Funny and provocative video (thanks David!) from Sun demonstrating 2 things:

  • 15k drives are vibration sensitive – in this case to a shout a couple of inches away.
  • That Sun’s Fishworks analysis suite enables realtime analysis of storage behavior.

Bad, bad, bad vibrations. . . .
Vibration issues are old news to the mechanical engineers who design enclosures. The Tsunami Harddisk Detector uses that fact for earthquake detection.

A commenter on Brendan Gregg’s Fishworks engineering blog claims that replacing fans with bad bearings improved array throughput.
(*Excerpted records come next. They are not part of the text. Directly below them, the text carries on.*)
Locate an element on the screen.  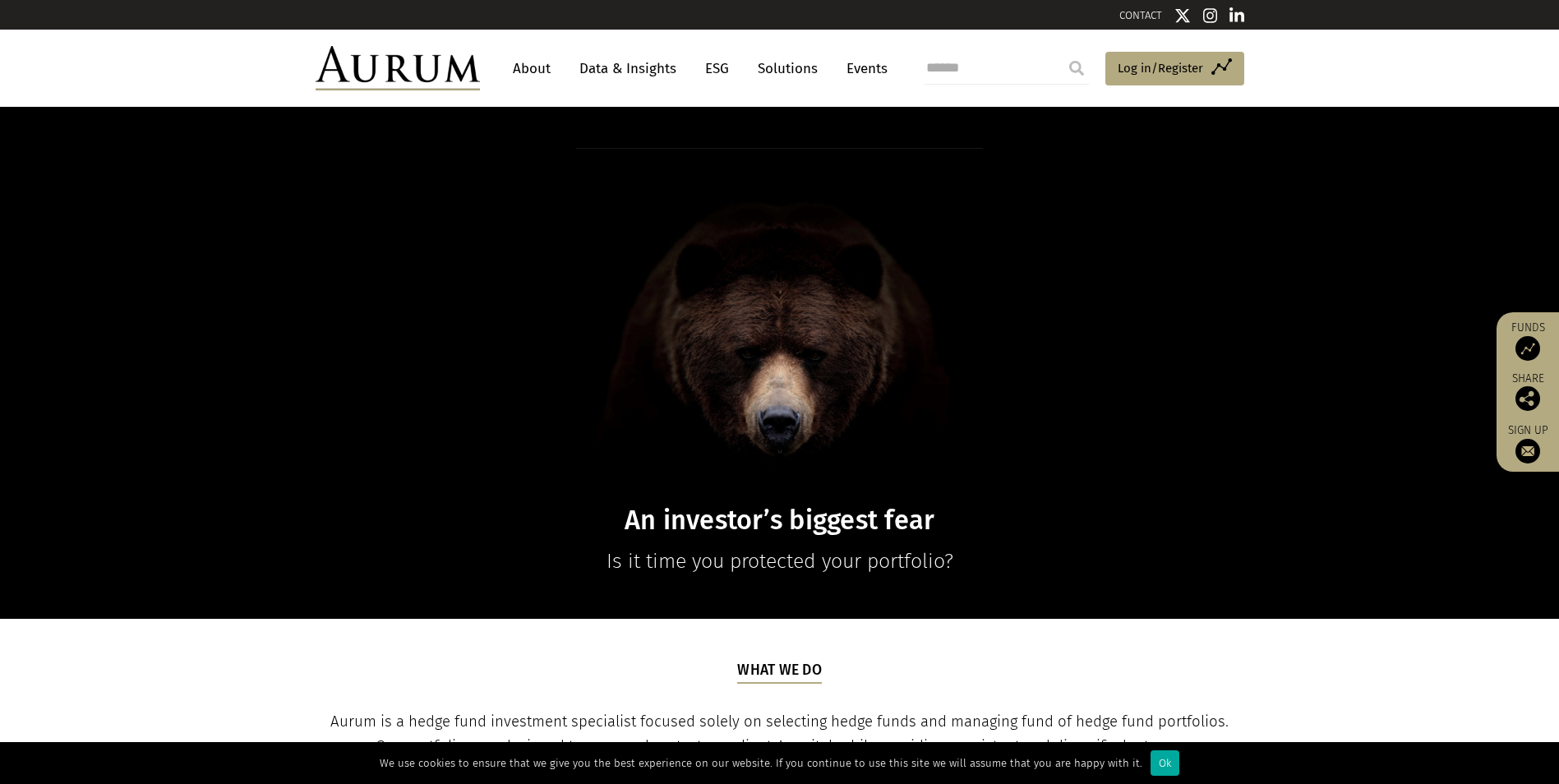
img: Linkedin icon is located at coordinates (1237, 16).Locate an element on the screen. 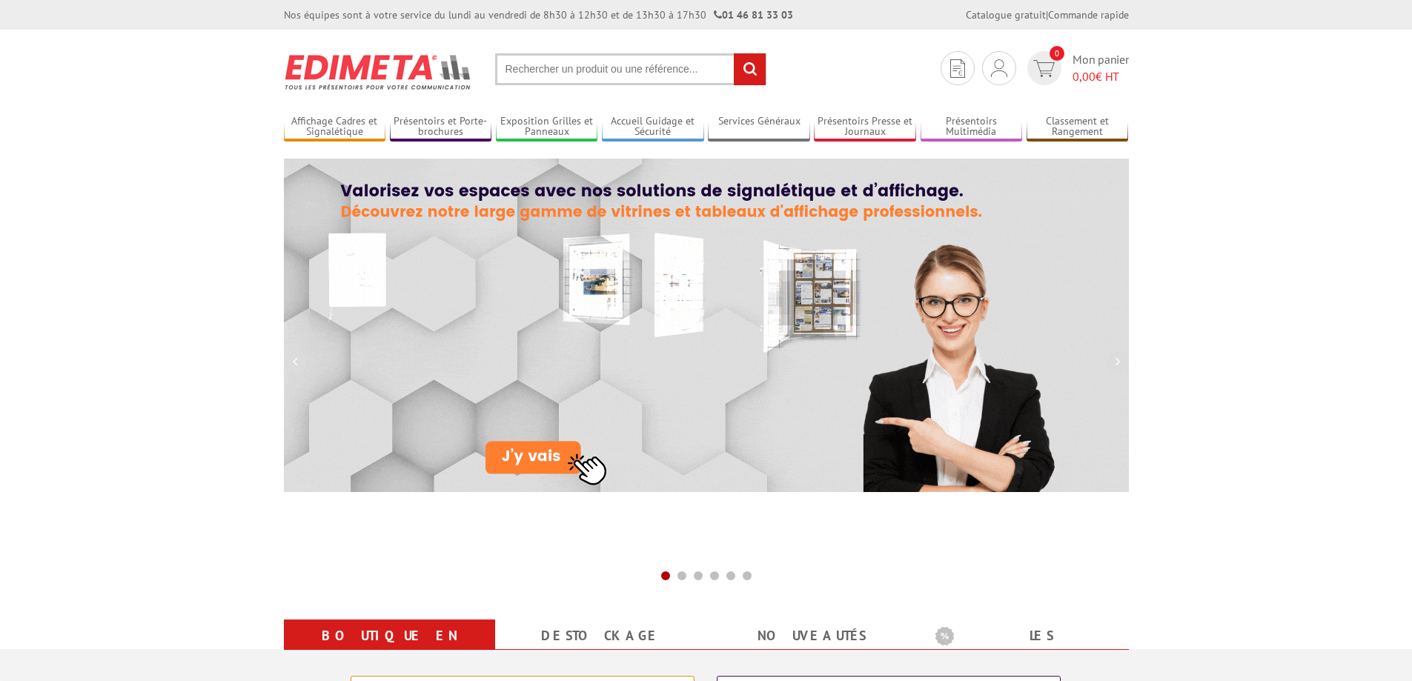 The image size is (1412, 681). a: Présentoirs Presse et Journaux is located at coordinates (865, 127).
That can’t look good to civilians.

The StorageMojo take
With any luck at all we should see a spate of competing videos proclaiming that Brand X enclosures pass the “shout test.” Of course, they’ll probably have to use Fishworks for the demos, which is all to Sun’s good.

I left Sun a decade ago. This reminds me that many of Sun’s best promo ideas come from the techies, not the marketers.

Fishworks is the kind of great technology that has always been at the root of Sun’s appeal. Translating that appeal into sales is Sun’s marketing challenge.

Courteous comments welcome, of course. Fishworks includes Bryan Cantrill’s brilliant Dtrace which I’ve been a fan of for years. Update: The too-often-right-for-his-own-good Wes says the drives aren’t 15k drives. I couldn’t find an RPM citation so I struck the 15k out above. A citation would be appreciated, eagle-eyed readers. End update.